Careful, I don't think this is a "Apple patented executable code" situation. It looks more like the process is to build instructions to help concurrency, not just generalize program execution and compilation.

When the titles of most patents are taken in isolation, link bait is usually the result.


Patenting instructions to help concurrency is not much better.


I am not an expert in patents or the subject matter, but it seems the patent only covers some encoding of (possibly automatically) vectorized loop. Maybe using LLVM, maybe in Apple's GPU drivers effort. No at all as general as the submission's title claims.

I would like to hear from more knowledgeable people what the invention is and how novel is it really.


I am not a big fan of the sensationalist and misleadingly terse headlines that sometimes accompany posts like this, but this one is pretty serious. Apple is claiming domain over a very fundamental operation here - one that is at the core of human thought and consciousness if not performant software.


Stop paying attention to trash patents that get filed every day (too many to count and of little consequence) and start getting outraged at companies that actually sue based on trash patents (Apple is the #1 offender here, but sadly not alone).


Scoffing at the titles of patents is usually a sign that you don't understand how patents work. A patent covers a specific method for achieving a goal, not the goal itself.
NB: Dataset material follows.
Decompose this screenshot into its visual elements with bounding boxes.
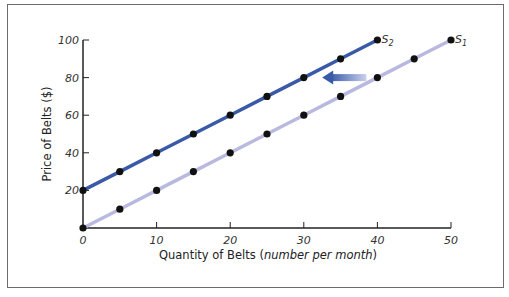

WTF there desribing a vector processor. These were about and prio-art back in the 70's. INTEL have added instructions to handle this type of processing. This is not new and how they got that patent again highlights what a crock of shit this whole patent mess is.
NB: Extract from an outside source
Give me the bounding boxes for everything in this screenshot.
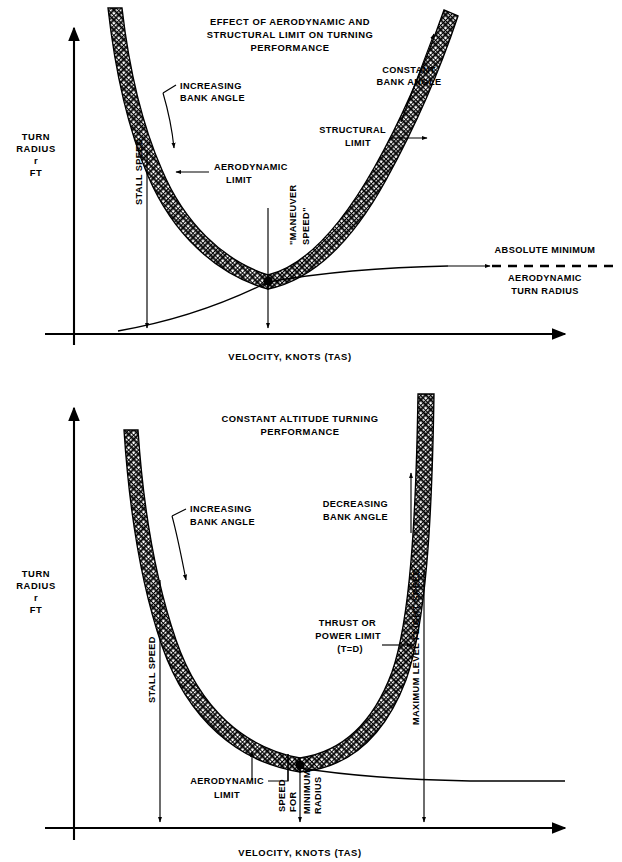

Are patents realy down to wording a known process in such a complex way that it appears to be new - as thats how I see alot of patents.

Bottom line if you can't sumarise it on the back of a postit note without duplicating somebody elses work then you have created nothing new at all.

I think bad patents like this should be fined, submit prior art patent then you should be fined - big time. Help pay for all this courtroo bullshitting about patents.


While the patent is not literally for "executing code", it still completely ridiculous and should not have been granted. Does anyone at USPTO actually reads the content of these applications, I wonder?


More important than reading them, I think, is the question of whether they have staff that understands computing well enough to discern whether something is novel or not.


Glad to see most of the comments here are from people that read the patent, understood it and not the general lets go with the now popular Apple is a patent troll line of hating.


Makes me think of the Hughes/Raytheon SPE (Signal Processing Element) that I programmed when I worked at Raytheon about 2006. Loops to control parallel processing to/from multiple memories, ... It's at least 20 years old.

How can they get a patent on this? There must be lots of prior art (such as the SPE).


They get away with it because the USPTO clerk isn't particularly inclined to check for prior art.

There should be a way to sue the patent office for patents you had to spend money invalidating. Better: to Sue them for approving bad patents and enabling trolls to thrive.


Is it clear yet, that "intellectual property" is not property at all? Rather, it is a government sanctioned monopoly on ideas that are not scarce like physical property.


Looks to me they are patenting event queues? If I don't understand this I can't imagine the government agent that approved this patent did either.


No, not really. Read the "Description" section of the patent.


I'm surprised they don't attempt to patent Von Neumann architecture, or even the concept of algorithm itself.


Come on people; flag it and move on.


Can we just kill software patents already? Seriously, they need to go away.